In one case it was actually called *before* making a commit (when switching from
the commit message panel to committing in the editor). And clearing the
preserved message is the only thing it does, so name it after what it does
rather than when it's called.
Previously it would only clear the message if the panel had been opened with
preserveMessage=true; we don't need this check, because callers know how they
opened the panel, and whether they want to clear the message.
This is no change in behavior because OnCommitSuccess only clears the message
when the commit message panel was opened with preserveMessage=true, which it
isn't in the case of creating a tag.
And this is in fact the desired behavior, because we don't want creating a tag
to interfere with preserving commit messages in any way.
The default binding for ConfirmInEditor is <a-enter>, which has two problems:
- some terminal emulators don't support it, including the default terminal on
Mac (Terminal.app)
- on Windows it is bound to toggling full-screen
Ideally we would use <c-enter> instead (and Command-Enter on Mac), but neither
is possible without https://github.com/gdamore/tcell/issues/671, so for the time
being add an alternate keybinding which works everywhere.
Show both bindings in the footer of the commit description panel if they are
both non-null. While we're at it, fix the footer for the case where either or
both of the keybindings are set to <disabled>.
And finally, change "commit" to "submit" in that footer; we use the same panel
also for creating tags, in which case "commit" is not quite right.
It's never called, the binding ListController.HandleGotoBottom wins.
The functionality of loading more commits is implemented by GetOnFocus, and this
way it works not only for '>', but also for other navigation keys like page
down.
Hopefully, graphs will never get wider than 32768 characters. (They would get
kind of hard to navigate if they did...)
This reduces the size of the Pipe struct from 48 to 32 bytes, which makes a
significant difference when there are many millions of instances.
This saves some memory at the cost of a slight performance increase (I suppose
reallocting the slice when adding new Pipes is slightly more expensive now).
Performance of the BenchmarkRenderCommitGraph benchmark is 130μs before, 175μs
after. I'm guessing this is still acceptable.

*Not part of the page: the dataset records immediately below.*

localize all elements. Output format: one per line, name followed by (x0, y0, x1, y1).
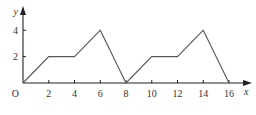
y-tick-label: 4 (13, 25, 18, 36)
x-tick-label: 4 (72, 88, 77, 99)
x-tick-label: 14 (198, 88, 208, 99)
x-tick-label: 10 (147, 88, 157, 99)
x-tick-label: 6 (98, 88, 103, 99)
labels: 24681012141624Oxy (12, 6, 249, 99)
x-tick-label: 2 (46, 88, 51, 99)
axes (20, 6, 252, 86)
y-axis-label: y (13, 6, 19, 17)
data-series (23, 30, 229, 83)
y-axis-arrow-icon (20, 6, 26, 15)
line-chart: 24681012141624Oxy (0, 0, 256, 115)
y-tick-label: 2 (13, 51, 18, 62)
origin-label: O (12, 88, 19, 99)
x-axis-label: x (243, 86, 249, 97)
series-line (23, 30, 229, 83)
x-tick-label: 8 (124, 88, 129, 99)
x-tick-label: 12 (173, 88, 183, 99)
x-tick-label: 16 (224, 88, 234, 99)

This in itself is not an improvement, because hashes are unique (they are shared
between real commits and rebase todos, but there are so few of those that it
doesn't matter). However, it becomes an improvement once we also store parent
hashes in the same pool; but the real motivation for this change is to also
reuse the hash pointers in Pipe objects later in the branch. This will be a big
win because in a merge-heavy git repo there are many more Pipe instances than
commits.
The "// merge commit" comment was plain wrong, this is any commit that has a
parent, merge or not. The "else if" condition was unnecessary, a plain "else"
would have been enough. But the code in the two blocks was almost identical, so
extract the one thing that was different and unify it.
And while we're at it, use IsFirstCommit() instead of counting parents.
This makes it easier to copy diff hunks and paste them into code. We only strip
the prefixes if the copied lines are either all '+' or all '-' (possibly
including context lines), otherwise we keep them. We also keep them when parts
of a hunk header is included in the selection; this is useful for copying a diff
hunk and pasting it into a github comment, for example.
A not-quite-correct edge case is when you select the '--- a/file.txt' line of a
diff header on its own; in this case we copy it as '-- a/file.txt' (same for the
'+++' line). This is probably uncommon enough that it's not worth fixing (it's
not trivial to fix because we don't know that we're in a header).
This is very old; I can only guess that this was added at a time where today's
list column handling wasn't in place yet, so the space was needed to separate
columns. This now causes a gap of two spaces between the rebase todo column and
the author column, which I'm sure wasn't intended. Funny that I never noticed.
This is very similar to what we are doing for staging or discarding hunks in the
Files panel. Git doesn't allow applying patches with a zero context size (unless
you use the --unidiff-zero option, which is discouraged).